The Supreme Court ruled in favor of the Trump administration on Thursday in a landmark immigration case involving the asylum process. In the case, Dept. of Homeland Security v. Thuraissigiam, the court ruled 7-2 that if an asylum seeker is denied asylum during the beginning of the intake process, the applicant may not appeal that …

The Supreme Court ruled in favor of the Trump administration on Thursday in a landmark immigration case involving the asylum process.

In the case, Dept. of Homeland Security v. Thuraissigiam, the court ruled 7-2 that if an asylum seeker is denied asylum during the beginning of the intake process, the applicant may not appeal that decision in federal court. The ruling also defines how the right to habeas corpus is applied to asylum seekers.

The case was brought by Vijayakumar Thuraissigiam, a Sri Lankan national and ethnic Tamil who fled the country after he was blindfolded, beaten, and abducted by unknown assailants. Thuraissigiam sought asylum in the U.S. His claim was rejected because he did not know the identity of his attackers and therefore could not establish a credible threat of persecution.

Thuraissigiam subsequently filed a petition for a writ of habeas corpus, saying that his experience was similar to instances of persecution against Tamils in Sri Lanka.

Justice Samuel Alito wrote in the opinion that Thuraissigiam’s request for “relief falls outside the scope of the common-law habeas writ.”

In addition, the court ruled that asylum seekers detained inside the U.S., including Thuraissigiam who was detained 25 yards inside the border, should be treated the same as people detained at the border itself.
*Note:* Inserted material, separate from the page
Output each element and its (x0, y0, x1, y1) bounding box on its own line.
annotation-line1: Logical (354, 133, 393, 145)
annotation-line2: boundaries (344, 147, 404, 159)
This means that the government is entitled to reject asylum applications at the intake level, without appeal, for foreigners who are detained anywhere inside U.S. borders.
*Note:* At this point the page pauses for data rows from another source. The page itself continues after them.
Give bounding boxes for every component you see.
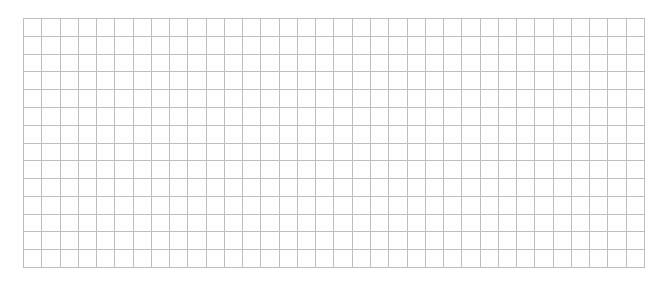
grid-cell [187,36,205,54]
grid-cell [571,196,589,214]
grid-cell [352,143,370,161]
grid-cell [169,143,187,161]
grid-cell [370,18,388,36]
grid-cell [516,18,534,36]
grid-cell [41,196,59,214]
grid-cell [41,231,59,249]
grid-cell [607,54,625,72]
grid-cell [206,54,224,72]
grid-cell [480,214,498,232]
grid-cell [260,196,278,214]
grid-cell [78,178,96,196]
grid-cell [242,231,260,249]
grid-cell [443,231,461,249]
grid-cell [169,160,187,178]
grid-cell [370,71,388,89]
grid-cell [114,160,132,178]
grid-cell [96,18,114,36]
grid-cell [534,214,552,232]
grid-cell [407,107,425,125]
grid-cell [78,89,96,107]
grid-cell [571,214,589,232]
grid-cell [425,107,443,125]
grid-cell [151,214,169,232]
grid-cell [352,107,370,125]
grid-cell [169,89,187,107]
grid-cell [534,89,552,107]
grid-cell [516,249,534,267]
grid-cell [534,160,552,178]
grid-cell [516,160,534,178]
grid-cell [589,143,607,161]
grid-cell [352,18,370,36]
grid-cell [151,249,169,267]
grid-cell [60,18,78,36]
grid-cell [78,160,96,178]
grid-cell [626,125,644,143]
grid-cell [498,89,516,107]
grid-cell [260,71,278,89]
grid-cell [607,36,625,54]
grid-cell [187,231,205,249]
grid-cell [114,178,132,196]
grid-cell [133,36,151,54]
grid-cell [206,143,224,161]
grid-cell [41,71,59,89]
grid-cell [279,54,297,72]
grid-cell [279,231,297,249]
grid-cell [133,160,151,178]
grid-cell [534,249,552,267]
grid-cell [425,71,443,89]
grid-cell [388,125,406,143]
grid-cell [60,54,78,72]
grid-cell [133,196,151,214]
grid-cell [242,125,260,143]
grid-cell [279,196,297,214]
grid-cell [224,54,242,72]
grid-cell [443,178,461,196]
grid-cell [297,71,315,89]
grid-cell [498,54,516,72]
grid-cell [187,143,205,161]
grid-cell [607,178,625,196]
grid-cell [333,107,351,125]
grid-cell [498,249,516,267]
grid-cell [114,36,132,54]
grid-cell [607,71,625,89]
grid-cell [370,231,388,249]
grid-cell [589,54,607,72]
grid-cell [297,160,315,178]
grid-cell [571,89,589,107]
grid-cell [41,160,59,178]
grid-cell [498,178,516,196]
grid-cell [242,71,260,89]
grid-cell [607,196,625,214]
grid-cell [23,36,41,54]
grid-cell [333,196,351,214]
grid-cell [96,196,114,214]
grid-cell [315,143,333,161]
grid-cell [96,54,114,72]
grid-cell [260,143,278,161]
grid-cell [206,196,224,214]
grid-cell [480,125,498,143]
grid-cell [242,18,260,36]
grid-cell [333,125,351,143]
grid-cell [626,89,644,107]
grid-cell [607,231,625,249]
grid-cell [41,107,59,125]
grid-cell [370,36,388,54]
grid-cell [626,178,644,196]
grid-cell [169,214,187,232]
grid-cell [388,160,406,178]
grid-cell [60,36,78,54]
grid-cell [297,196,315,214]
grid-cell [388,18,406,36]
grid-cell [516,36,534,54]
grid-cell [315,18,333,36]
grid-cell [114,107,132,125]
grid-cell [242,107,260,125]
grid-cell [41,249,59,267]
grid-cell [571,249,589,267]
grid-cell [425,160,443,178]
Liberal Justices Stephen Breyer and Ruth Bader Ginsburg joined the majority ruling, but wrote that they believed the ruling only applied in Thuraissigiam’s case.

Justices Sonia Sotomayor and Elena Kagan dissented, with Sotomayor writing, “Today’s decision handcuffs the Judiciary’s ability to perform its constitutional duty to safeguard individual liberty and dismantles a critical component of the separation of powers.”